I N D E X
"Raca" will lead you to the Assizes.
"Fool" will put you in the dock at the Old Bailey.
Here the progression is regular, but if we were to say that while anger placed one in danger of being tried
before a magistrate, and saying "Raca" betrayed a spirit that might lead to the Assizes, to say "Thou fool"
would be punished by never-ending torment, it would be so patently wrong that its statement would be its
own refutation. It is because tradition has twisted gehenna to mean "hell" that the perversion has obtained
a hearing.
When we pursue the subject in the same chapter we find another context that must not be ignored:
"If thy right eye offend thee, pluck it out, and cast it from thee: for it is profitable for thee that one of thy
members should perish, and not that thy whole body should be cast into hell" (Matt. 5:29).
If "hell" here is literal, then the command to pluck out the eye must be literal, but if the plucking out of
the eye is to be taken in any spiritual or figurative sense, then the reference to gehenna must be taken
figuratively also. We must not omit to draw attention to the fact that the Lord speaks of the "perishing" of
one member, in contrast to the whole body being cast into hell. If He knew that the body that was cast
into hell would never perish, how can we explain this apparently misleading word? Then again, those
who teach eternal torment stress that hell is the place to which the never-dying souls of men go, whereas
the Lord unhesitatingly speaks of the body. Nor is this all; the next reference reveals the utterly wrong
conception that is held by orthodoxy, for in Matthew 10:28 we read:
"Fear not them which kill the body, but are not able to kill the soul: but rather fear Him which is able
to destroy both soul and body in hell".
For believing and for teaching this as truth, men of God have been branded as heretics of the deepest die.
Here it is taught that the soul as well as the body can be destroyed in gehenna, and if that truth were held
by the church of God this booklet would be unnecessary.
Matthew 10:28 does not teach that the soul is immortal, but affirms, with the rest of Scripture, that "the
soul that sinneth it shall die". It teaches that destruction and not torment is the punishment of hell, and its
presence in the Scriptures is a standing witness against those who virtually make void the Word of God
that they may keep their traditions, however honestly those traditions may be held.
Everlasting punishment
It may be objected that until we have included the teaching of Matthew 25, we, too, are exposed to the
charge of bias. Now it cannot be that one can hold Matthew 10:28 and deny Matthew 25, any more than
one can hold Matthew 25 to the exclusion of Matthew 10:28. Both passages must be held as truth, and
held together, destruction of soul and body not being understood in such a way that "everlasting
punishment" be denied, and everlasting punishment must not be so understood that it makes one single
word of Matthew 10 untrue, unnecessary, or even undesirable.
We found that ignorance of and the ignoring of the context was responsible for a good deal of untenable
teaching being fathered upon Matthew 5, and we shall surely find that a survey of the whole passage that
contains the one and only reference to everlasting punishment in the Scriptures will illuminate the passage
with true and certain light. Matthew 24 and 25 form one section, and must be read together. Three
questions were asked, and three answers were given.
- "When shall these things be? and what shall be the sign of Thy coming, and of the end of the age?" (Matt.
THE QUESTIONS
24:3).
"The end" (Matt. 24:4-24. See verses 6,8,13,14).
THE ANSWERS -
"The sign" (Matt. 24:25-35. See verses 27,30, 33).
"When shall these things be?" (Matt. 24:36-41. See verses 36,39).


REQUIREMENT.
These records contain pictures, which must be left out; copy exactly the lines from the one with "Image is 868x433 pixels." up to and including the one with "Image is 644x362 pixels.".

AVAILABLE DATA.
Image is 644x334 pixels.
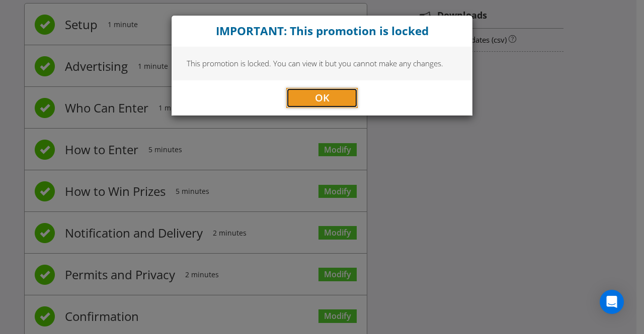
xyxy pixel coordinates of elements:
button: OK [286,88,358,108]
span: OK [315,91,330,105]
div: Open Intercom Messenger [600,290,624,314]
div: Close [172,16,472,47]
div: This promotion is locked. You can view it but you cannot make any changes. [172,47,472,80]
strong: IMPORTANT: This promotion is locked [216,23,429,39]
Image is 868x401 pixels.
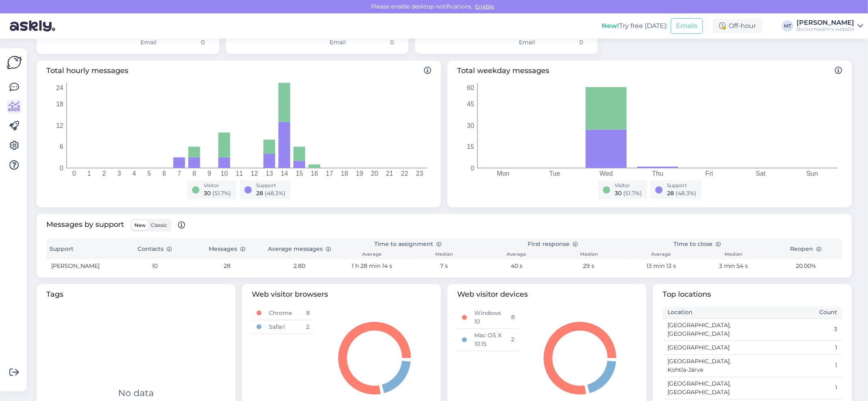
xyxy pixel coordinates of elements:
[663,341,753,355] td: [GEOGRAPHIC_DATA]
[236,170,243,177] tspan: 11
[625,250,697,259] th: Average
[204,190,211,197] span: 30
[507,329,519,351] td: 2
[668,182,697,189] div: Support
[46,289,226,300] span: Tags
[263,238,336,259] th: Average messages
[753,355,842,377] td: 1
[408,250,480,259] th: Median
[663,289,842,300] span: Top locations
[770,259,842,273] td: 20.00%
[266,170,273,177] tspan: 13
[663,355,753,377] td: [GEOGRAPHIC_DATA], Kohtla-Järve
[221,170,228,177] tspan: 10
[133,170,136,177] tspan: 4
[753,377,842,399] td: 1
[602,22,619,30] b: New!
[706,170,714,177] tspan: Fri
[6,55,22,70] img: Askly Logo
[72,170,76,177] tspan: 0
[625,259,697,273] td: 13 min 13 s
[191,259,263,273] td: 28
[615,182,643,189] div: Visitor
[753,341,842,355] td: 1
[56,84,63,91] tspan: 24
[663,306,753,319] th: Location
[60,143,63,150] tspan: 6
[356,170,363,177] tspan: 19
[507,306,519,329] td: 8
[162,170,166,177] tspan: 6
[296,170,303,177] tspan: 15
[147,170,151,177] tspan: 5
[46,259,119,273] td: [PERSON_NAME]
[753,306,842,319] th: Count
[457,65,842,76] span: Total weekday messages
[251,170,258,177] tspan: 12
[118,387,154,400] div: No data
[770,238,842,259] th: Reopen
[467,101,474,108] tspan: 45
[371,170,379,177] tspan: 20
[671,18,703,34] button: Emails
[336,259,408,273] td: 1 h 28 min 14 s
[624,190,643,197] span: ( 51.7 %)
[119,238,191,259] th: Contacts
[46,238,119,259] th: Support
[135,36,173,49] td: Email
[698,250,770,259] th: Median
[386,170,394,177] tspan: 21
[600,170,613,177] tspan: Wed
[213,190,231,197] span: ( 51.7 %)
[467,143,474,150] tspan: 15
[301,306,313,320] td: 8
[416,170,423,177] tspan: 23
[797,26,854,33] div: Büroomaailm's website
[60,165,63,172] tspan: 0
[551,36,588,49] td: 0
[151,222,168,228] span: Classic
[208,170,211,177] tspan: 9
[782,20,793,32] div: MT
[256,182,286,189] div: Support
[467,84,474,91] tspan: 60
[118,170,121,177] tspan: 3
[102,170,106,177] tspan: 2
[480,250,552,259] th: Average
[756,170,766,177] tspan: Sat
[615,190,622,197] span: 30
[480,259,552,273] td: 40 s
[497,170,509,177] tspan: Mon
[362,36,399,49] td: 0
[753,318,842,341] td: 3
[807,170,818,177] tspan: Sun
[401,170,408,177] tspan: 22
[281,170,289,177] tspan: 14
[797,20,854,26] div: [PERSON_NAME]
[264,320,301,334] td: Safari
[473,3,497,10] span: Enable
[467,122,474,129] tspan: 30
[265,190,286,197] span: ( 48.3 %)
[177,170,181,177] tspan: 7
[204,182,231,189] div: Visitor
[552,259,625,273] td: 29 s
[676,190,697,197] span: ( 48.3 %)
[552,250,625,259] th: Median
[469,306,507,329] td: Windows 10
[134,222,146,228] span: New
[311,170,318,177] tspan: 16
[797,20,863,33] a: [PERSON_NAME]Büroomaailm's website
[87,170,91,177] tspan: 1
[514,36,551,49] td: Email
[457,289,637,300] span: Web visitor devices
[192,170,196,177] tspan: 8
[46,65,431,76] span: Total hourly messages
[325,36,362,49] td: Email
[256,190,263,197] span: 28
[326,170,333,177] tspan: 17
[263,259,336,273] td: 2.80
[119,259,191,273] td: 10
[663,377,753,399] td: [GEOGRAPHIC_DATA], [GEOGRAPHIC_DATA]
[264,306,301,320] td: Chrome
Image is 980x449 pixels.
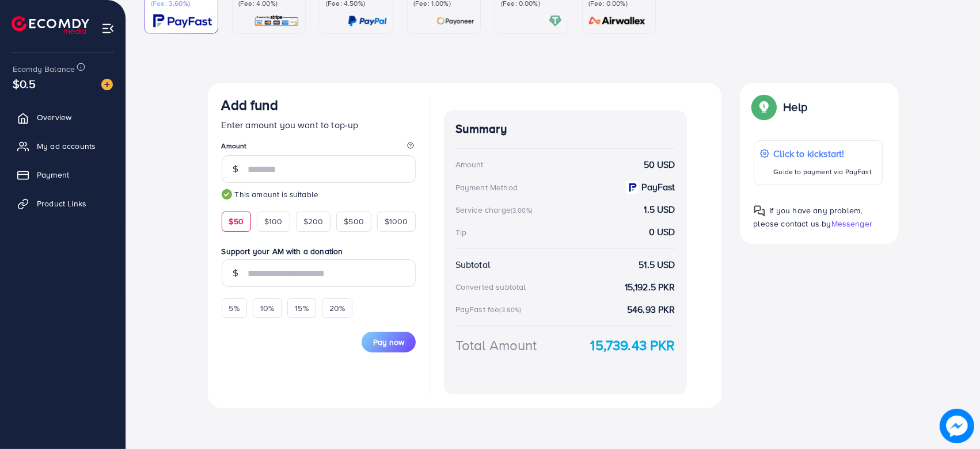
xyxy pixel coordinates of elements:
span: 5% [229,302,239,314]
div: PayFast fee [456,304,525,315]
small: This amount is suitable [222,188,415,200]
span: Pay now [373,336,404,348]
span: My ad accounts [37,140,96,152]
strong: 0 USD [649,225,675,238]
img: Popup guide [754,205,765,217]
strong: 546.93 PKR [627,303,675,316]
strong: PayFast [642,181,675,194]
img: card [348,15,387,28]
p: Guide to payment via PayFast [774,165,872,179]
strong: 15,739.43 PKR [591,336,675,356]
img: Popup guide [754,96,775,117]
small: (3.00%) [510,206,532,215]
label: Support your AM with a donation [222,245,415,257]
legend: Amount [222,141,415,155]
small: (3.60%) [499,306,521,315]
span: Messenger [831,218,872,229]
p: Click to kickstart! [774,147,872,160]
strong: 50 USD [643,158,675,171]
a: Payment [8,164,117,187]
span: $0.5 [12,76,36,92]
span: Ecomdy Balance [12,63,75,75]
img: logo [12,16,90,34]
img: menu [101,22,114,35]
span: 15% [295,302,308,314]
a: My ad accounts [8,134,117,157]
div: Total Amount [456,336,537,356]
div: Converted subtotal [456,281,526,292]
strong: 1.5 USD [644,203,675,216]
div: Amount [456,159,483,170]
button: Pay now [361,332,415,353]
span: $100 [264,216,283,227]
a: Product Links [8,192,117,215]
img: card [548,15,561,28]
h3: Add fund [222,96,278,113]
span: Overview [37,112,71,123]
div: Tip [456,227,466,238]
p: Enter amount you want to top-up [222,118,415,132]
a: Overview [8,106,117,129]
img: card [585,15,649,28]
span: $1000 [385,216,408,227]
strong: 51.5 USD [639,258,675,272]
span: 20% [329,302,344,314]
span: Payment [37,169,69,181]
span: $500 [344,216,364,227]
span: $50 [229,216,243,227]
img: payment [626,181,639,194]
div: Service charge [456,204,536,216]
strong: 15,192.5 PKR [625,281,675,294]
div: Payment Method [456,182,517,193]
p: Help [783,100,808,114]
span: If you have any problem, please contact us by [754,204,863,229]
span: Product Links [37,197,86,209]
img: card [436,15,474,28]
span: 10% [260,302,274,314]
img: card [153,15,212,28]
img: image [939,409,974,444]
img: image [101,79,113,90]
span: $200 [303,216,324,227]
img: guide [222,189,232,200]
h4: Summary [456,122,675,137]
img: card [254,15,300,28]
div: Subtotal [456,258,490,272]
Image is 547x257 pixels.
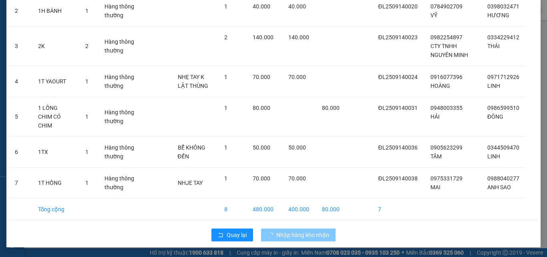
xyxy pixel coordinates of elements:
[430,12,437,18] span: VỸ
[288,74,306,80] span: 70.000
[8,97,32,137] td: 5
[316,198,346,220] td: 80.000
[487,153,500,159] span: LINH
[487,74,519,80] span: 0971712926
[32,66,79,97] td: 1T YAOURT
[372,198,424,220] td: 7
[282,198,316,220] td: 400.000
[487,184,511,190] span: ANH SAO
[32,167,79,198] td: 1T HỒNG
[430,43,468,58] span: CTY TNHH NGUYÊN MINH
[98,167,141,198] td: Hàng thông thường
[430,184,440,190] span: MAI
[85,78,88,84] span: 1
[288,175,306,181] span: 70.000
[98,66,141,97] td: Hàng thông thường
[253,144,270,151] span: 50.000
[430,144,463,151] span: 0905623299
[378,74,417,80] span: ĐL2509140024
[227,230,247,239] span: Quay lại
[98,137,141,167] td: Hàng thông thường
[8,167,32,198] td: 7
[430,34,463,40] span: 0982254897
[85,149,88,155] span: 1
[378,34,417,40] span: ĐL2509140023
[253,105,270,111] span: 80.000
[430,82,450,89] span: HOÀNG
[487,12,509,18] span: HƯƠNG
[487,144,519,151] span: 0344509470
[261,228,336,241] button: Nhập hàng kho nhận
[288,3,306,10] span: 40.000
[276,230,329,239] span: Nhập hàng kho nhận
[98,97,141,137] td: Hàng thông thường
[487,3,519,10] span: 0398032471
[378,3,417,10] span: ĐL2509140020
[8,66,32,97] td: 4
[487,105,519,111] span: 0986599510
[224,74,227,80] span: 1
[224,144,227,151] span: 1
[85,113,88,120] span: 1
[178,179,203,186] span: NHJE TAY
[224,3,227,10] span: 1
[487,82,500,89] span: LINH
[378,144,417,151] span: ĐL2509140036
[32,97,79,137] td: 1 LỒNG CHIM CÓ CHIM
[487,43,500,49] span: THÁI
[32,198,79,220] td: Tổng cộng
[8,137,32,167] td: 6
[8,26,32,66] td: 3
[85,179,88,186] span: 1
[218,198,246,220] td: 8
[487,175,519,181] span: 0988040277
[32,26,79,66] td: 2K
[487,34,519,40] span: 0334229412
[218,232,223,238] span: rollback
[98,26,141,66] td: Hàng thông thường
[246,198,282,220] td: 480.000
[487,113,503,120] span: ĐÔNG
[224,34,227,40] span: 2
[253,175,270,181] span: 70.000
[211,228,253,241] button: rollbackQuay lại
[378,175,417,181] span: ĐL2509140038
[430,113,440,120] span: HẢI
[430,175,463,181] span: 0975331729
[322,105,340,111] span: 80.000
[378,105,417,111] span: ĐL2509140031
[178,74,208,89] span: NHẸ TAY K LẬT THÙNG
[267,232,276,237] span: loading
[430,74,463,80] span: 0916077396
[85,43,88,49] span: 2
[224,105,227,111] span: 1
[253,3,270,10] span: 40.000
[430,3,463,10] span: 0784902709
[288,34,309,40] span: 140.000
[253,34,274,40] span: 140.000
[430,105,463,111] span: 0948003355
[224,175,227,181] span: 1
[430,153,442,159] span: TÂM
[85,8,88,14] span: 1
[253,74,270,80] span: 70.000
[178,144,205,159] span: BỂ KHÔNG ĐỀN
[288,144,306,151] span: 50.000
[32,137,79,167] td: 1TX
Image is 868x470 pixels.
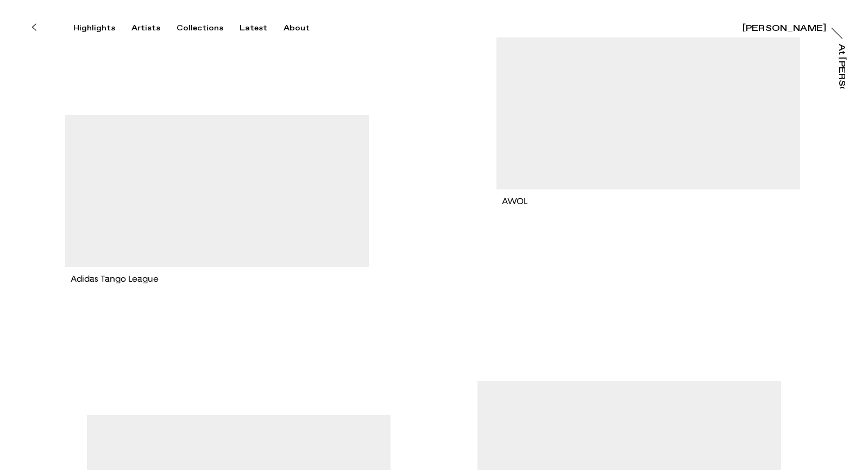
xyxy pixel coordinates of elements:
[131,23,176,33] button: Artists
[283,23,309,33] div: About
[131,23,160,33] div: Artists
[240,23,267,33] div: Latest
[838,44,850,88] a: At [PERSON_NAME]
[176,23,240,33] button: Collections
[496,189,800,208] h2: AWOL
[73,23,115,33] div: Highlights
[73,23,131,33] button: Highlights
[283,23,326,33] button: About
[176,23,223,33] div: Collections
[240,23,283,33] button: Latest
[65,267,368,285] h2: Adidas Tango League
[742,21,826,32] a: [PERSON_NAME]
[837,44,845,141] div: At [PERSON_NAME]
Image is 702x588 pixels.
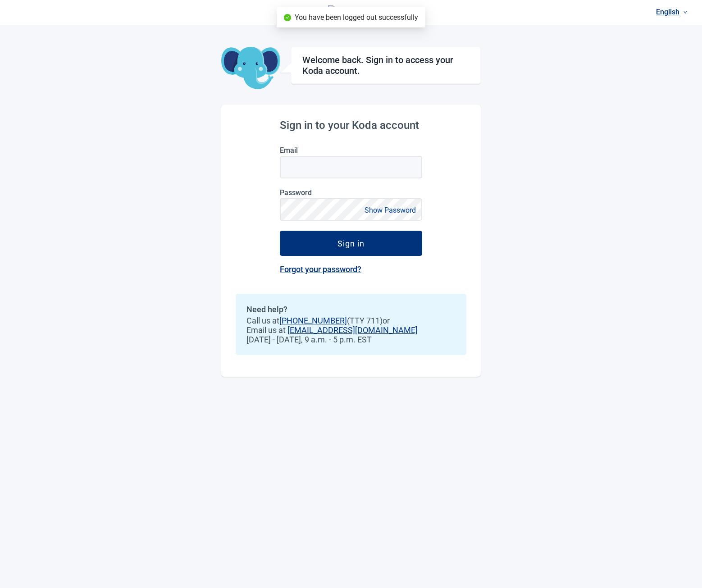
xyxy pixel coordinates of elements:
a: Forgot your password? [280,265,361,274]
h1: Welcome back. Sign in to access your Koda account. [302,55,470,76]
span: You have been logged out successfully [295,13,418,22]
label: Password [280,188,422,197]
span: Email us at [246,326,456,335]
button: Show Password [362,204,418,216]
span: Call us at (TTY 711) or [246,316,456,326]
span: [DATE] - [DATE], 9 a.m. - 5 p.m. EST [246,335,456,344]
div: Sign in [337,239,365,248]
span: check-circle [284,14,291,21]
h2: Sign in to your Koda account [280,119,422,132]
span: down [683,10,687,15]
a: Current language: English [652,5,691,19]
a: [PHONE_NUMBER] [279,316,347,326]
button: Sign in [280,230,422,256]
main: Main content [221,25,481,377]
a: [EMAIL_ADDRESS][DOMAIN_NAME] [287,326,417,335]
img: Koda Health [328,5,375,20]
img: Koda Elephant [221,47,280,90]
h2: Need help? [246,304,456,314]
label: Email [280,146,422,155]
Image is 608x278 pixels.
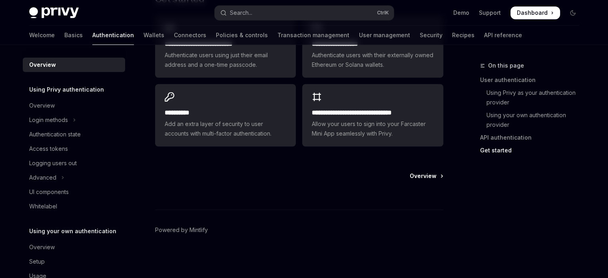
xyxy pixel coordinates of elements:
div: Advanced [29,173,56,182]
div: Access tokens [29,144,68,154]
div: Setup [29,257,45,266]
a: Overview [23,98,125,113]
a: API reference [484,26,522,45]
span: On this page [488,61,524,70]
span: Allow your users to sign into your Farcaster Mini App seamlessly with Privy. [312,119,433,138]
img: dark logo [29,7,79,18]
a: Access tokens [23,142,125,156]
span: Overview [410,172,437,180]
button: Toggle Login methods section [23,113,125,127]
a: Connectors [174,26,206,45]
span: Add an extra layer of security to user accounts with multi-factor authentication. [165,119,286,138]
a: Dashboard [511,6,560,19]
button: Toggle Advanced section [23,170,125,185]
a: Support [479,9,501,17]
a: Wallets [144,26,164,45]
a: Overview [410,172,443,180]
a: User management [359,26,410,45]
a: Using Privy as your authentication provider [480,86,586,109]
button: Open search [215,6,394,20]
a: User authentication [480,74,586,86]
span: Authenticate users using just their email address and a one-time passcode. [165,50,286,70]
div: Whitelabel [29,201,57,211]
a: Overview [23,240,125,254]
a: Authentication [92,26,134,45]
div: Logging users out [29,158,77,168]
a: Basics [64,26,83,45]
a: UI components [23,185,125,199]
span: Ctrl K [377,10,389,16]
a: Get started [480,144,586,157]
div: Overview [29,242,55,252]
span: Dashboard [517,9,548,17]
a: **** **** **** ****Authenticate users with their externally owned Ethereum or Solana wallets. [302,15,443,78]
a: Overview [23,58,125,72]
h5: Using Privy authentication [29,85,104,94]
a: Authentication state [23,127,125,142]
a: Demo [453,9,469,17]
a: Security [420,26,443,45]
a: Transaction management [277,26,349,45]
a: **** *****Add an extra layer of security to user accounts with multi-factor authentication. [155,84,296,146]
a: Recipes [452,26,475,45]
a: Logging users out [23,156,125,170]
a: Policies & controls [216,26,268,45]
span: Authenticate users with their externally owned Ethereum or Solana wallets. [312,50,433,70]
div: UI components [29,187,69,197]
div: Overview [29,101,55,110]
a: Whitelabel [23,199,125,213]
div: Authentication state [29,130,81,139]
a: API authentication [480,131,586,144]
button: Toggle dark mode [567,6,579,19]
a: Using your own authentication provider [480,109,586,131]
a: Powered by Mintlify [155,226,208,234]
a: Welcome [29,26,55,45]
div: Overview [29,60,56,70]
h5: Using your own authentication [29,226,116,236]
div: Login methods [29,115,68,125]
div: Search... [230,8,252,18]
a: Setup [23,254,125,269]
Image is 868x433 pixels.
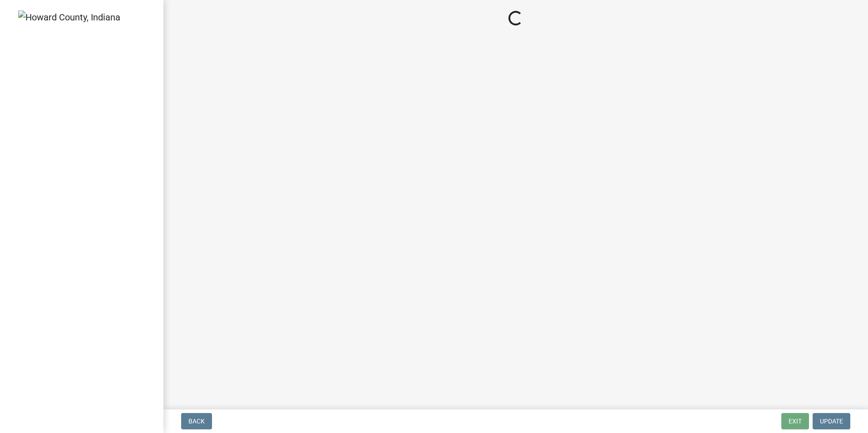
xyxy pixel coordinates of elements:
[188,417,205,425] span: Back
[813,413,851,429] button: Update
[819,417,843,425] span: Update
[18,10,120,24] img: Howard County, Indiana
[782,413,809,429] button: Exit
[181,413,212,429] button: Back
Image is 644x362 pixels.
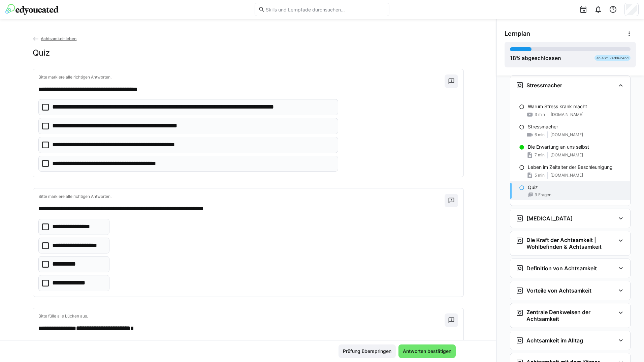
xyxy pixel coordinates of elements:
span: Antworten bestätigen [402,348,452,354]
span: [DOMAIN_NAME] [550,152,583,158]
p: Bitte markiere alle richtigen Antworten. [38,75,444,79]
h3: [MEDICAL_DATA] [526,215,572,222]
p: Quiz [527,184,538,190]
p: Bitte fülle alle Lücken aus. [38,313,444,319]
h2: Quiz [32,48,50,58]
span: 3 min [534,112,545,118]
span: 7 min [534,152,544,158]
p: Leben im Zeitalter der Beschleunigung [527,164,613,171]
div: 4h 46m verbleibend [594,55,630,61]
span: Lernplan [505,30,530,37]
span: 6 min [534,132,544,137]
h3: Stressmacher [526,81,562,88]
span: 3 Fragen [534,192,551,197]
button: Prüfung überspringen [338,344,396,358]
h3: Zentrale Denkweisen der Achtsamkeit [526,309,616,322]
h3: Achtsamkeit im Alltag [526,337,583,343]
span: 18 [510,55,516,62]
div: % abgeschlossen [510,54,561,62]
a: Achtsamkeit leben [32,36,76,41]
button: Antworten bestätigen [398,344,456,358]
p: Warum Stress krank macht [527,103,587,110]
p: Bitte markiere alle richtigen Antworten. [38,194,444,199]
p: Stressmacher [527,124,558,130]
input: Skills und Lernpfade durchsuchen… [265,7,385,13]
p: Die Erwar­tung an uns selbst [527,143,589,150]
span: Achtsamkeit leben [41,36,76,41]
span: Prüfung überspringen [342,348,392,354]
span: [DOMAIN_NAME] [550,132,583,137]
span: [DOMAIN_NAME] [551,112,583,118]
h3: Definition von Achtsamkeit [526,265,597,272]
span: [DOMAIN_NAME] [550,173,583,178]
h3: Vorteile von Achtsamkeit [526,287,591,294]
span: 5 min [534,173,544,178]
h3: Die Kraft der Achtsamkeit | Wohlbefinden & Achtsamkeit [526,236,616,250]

EXERCISE RESPONSE.
Image is 868x433 pixels.
xyxy pixel coordinates of elements:
[188,417,205,425] span: Back
[813,413,851,429] button: Update
[819,417,843,425] span: Update
[18,10,120,24] img: Howard County, Indiana
[782,413,809,429] button: Exit
[181,413,212,429] button: Back
Image is 644x362 pixels.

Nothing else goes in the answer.